It’s official! According to science, reading fiction makes you nicer.
The headlines about the benefits of reading just keep coming. If you spend enough time online, you know reading purportedly makes you a better entrepreneur, happier, less stressed, and “more human.” It also apparently makes you more socially adept: the idea is that fiction reveals truths about human interactions and interiority, which readers internalize and apply to their lives. Sure!
Though many of these links are merely anecdotal—“How reading Long Day’s Journey Into Night made me a better dad” and the like—several scientific studies have established a link between reading fiction and understanding other people. A 2013 study showed that reading a few pages of literary fiction improved participants’ immediate ability to discern people’s emotions from pictures of their eyes and faces, and those participants sometimes performed better on a Theory of Mind test where participants used visual and verbal cues to determine what someone was thinking or wanting. A 2006 study found that readers who knew more names of novelists demonstrated more social awareness.
But there’s been controversy over these studies’ legitimacy. The 2006 study only proves correlation, not causation; the 2013 study’s methodology was criticized in print. Researchers David Dodell-Feder and Diana I. Tamir set out to check the validity of existing research on the topic. They ran a meta-analysis on fourteen studies to check whether fiction reading causally improves social cognition—and they discovered that reading fiction has a small, statistically significant impact on social-cognitive performance. In other words, reading fiction makes you a little nicer and more socially aware.
Dodell-Feder and Tamir noted that the nature of the link between fiction and social awareness is still not fully clear; they recommended that future research investigate fiction’s impact on real-world and day-to-day social functioning. But in the meantime, keep reading that literary fiction and nailing that small talk. Let’s create that feedback loop.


▸ EXERCISE PROMPT:
In this exercise, the data must be written out exactly.
_ _ _ _
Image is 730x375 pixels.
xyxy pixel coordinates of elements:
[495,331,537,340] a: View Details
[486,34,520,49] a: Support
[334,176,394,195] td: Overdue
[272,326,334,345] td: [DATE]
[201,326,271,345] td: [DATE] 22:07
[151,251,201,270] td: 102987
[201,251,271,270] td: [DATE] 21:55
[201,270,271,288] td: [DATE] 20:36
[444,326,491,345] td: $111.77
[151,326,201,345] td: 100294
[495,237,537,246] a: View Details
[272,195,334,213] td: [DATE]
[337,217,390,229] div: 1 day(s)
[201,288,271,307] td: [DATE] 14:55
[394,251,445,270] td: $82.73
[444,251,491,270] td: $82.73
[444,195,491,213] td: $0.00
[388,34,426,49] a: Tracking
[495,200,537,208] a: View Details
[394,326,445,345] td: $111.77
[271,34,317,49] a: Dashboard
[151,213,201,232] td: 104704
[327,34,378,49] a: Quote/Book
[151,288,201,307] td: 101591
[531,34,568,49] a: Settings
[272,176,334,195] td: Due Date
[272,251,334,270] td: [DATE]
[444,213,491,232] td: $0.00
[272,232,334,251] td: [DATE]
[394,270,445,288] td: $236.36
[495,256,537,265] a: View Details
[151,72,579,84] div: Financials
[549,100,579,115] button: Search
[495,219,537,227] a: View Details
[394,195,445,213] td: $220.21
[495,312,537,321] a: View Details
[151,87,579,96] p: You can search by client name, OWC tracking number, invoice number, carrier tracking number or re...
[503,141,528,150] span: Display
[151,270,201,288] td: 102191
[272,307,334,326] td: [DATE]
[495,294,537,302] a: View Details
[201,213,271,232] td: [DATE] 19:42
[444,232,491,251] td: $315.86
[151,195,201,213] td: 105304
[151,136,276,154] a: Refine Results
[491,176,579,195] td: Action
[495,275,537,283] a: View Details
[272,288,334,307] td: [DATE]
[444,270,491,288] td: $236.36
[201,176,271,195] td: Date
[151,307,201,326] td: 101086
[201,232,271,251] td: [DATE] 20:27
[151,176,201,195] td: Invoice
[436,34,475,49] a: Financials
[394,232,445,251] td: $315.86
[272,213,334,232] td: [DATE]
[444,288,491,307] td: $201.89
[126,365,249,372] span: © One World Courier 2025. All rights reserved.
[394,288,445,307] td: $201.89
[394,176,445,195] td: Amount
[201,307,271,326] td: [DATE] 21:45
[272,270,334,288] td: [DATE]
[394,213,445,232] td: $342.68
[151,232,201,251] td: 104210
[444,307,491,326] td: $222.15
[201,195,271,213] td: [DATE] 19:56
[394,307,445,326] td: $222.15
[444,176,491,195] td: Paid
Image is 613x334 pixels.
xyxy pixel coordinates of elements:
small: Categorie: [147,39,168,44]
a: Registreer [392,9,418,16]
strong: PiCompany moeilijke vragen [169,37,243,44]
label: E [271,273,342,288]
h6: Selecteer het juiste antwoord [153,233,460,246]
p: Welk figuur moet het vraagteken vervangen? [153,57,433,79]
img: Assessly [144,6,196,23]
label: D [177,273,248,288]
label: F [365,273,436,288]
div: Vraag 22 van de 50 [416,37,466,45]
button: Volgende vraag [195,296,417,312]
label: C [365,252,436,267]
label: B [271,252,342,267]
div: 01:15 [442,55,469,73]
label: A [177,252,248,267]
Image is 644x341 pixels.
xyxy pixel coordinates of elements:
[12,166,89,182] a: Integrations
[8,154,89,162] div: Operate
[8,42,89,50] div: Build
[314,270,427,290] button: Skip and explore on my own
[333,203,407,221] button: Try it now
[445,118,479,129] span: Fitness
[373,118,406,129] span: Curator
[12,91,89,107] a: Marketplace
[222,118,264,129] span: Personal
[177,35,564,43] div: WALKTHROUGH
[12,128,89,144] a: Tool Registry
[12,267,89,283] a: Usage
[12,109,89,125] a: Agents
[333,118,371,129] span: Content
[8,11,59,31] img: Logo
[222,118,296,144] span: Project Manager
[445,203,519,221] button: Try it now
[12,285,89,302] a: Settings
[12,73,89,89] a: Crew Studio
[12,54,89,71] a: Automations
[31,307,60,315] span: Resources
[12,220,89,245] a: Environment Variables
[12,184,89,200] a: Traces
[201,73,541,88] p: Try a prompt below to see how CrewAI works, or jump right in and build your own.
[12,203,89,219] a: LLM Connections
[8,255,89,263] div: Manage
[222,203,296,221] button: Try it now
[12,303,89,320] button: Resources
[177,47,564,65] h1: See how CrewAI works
_ _ _ _
▸ ANSWER TO THE PROBLEM:
Image is 730x375 pixels.
xyxy pixel coordinates of elements:
[495,331,537,340] a: View Details
[486,34,520,49] a: Support
[334,176,394,195] td: Overdue
[272,326,334,345] td: [DATE]
[201,326,271,345] td: [DATE] 22:07
[151,251,201,270] td: 102987
[201,251,271,270] td: [DATE] 21:55
[201,270,271,288] td: [DATE] 20:36
[444,326,491,345] td: $111.77
[151,326,201,345] td: 100294
[495,237,537,246] a: View Details
[272,195,334,213] td: [DATE]
[337,217,390,229] div: 1 day(s)
[201,288,271,307] td: [DATE] 14:55
[394,251,445,270] td: $82.73
[444,251,491,270] td: $82.73
[444,195,491,213] td: $0.00
[388,34,426,49] a: Tracking
[495,200,537,208] a: View Details
[394,326,445,345] td: $111.77
[271,34,317,49] a: Dashboard
[151,213,201,232] td: 104704
[327,34,378,49] a: Quote/Book
[151,288,201,307] td: 101591
[531,34,568,49] a: Settings
[272,176,334,195] td: Due Date
[272,251,334,270] td: [DATE]
[444,213,491,232] td: $0.00
[272,232,334,251] td: [DATE]
[394,270,445,288] td: $236.36
[495,256,537,265] a: View Details
[151,72,579,84] div: Financials
[549,100,579,115] button: Search
[495,219,537,227] a: View Details
[394,195,445,213] td: $220.21
[495,312,537,321] a: View Details
[151,87,579,96] p: You can search by client name, OWC tracking number, invoice number, carrier tracking number or re...
[503,141,528,150] span: Display
[151,270,201,288] td: 102191
[272,307,334,326] td: [DATE]
[495,294,537,302] a: View Details
[201,213,271,232] td: [DATE] 19:42
[444,232,491,251] td: $315.86
[151,195,201,213] td: 105304
[151,136,276,154] a: Refine Results
[491,176,579,195] td: Action
[495,275,537,283] a: View Details
[272,288,334,307] td: [DATE]
[444,270,491,288] td: $236.36
[201,176,271,195] td: Date
[151,307,201,326] td: 101086
[201,232,271,251] td: [DATE] 20:27
[151,176,201,195] td: Invoice
[436,34,475,49] a: Financials
[394,232,445,251] td: $315.86
[272,213,334,232] td: [DATE]
[444,288,491,307] td: $201.89
[126,365,249,372] span: © One World Courier 2025. All rights reserved.
[394,288,445,307] td: $201.89
[394,176,445,195] td: Amount
[201,307,271,326] td: [DATE] 21:45
[272,270,334,288] td: [DATE]
[394,213,445,232] td: $342.68
[151,232,201,251] td: 104210
[444,307,491,326] td: $222.15
[201,195,271,213] td: [DATE] 19:56
[394,307,445,326] td: $222.15
[444,176,491,195] td: Paid
Image is 613x334 pixels.
xyxy pixel coordinates of elements:
small: Categorie: [147,39,168,44]
a: Registreer [392,9,418,16]
strong: PiCompany moeilijke vragen [169,37,243,44]
label: E [271,273,342,288]
h6: Selecteer het juiste antwoord [153,233,460,246]
p: Welk figuur moet het vraagteken vervangen? [153,57,433,79]
img: Assessly [144,6,196,23]
label: D [177,273,248,288]
label: F [365,273,436,288]
div: Vraag 22 van de 50 [416,37,466,45]
button: Volgende vraag [195,296,417,312]
label: C [365,252,436,267]
label: B [271,252,342,267]
div: 01:15 [442,55,469,73]
label: A [177,252,248,267]
Image is 644x341 pixels.
xyxy pixel coordinates of elements:
[12,166,89,182] a: Integrations
[8,154,89,162] div: Operate
[8,42,89,50] div: Build
[314,270,427,290] button: Skip and explore on my own
[333,203,407,221] button: Try it now
[445,118,479,129] span: Fitness
[373,118,406,129] span: Curator
[12,91,89,107] a: Marketplace
[222,118,264,129] span: Personal
[177,35,564,43] div: WALKTHROUGH
[12,128,89,144] a: Tool Registry
[12,267,89,283] a: Usage
[12,109,89,125] a: Agents
[333,118,371,129] span: Content
[8,11,59,31] img: Logo
[222,118,296,144] span: Project Manager
[445,203,519,221] button: Try it now
[12,285,89,302] a: Settings
[12,73,89,89] a: Crew Studio
[12,54,89,71] a: Automations
[31,307,60,315] span: Resources
[12,220,89,245] a: Environment Variables
[12,184,89,200] a: Traces
[201,73,541,88] p: Try a prompt below to see how CrewAI works, or jump right in and build your own.
[12,203,89,219] a: LLM Connections
[8,255,89,263] div: Manage
[222,203,296,221] button: Try it now
[12,303,89,320] button: Resources
[177,47,564,65] h1: See how CrewAI works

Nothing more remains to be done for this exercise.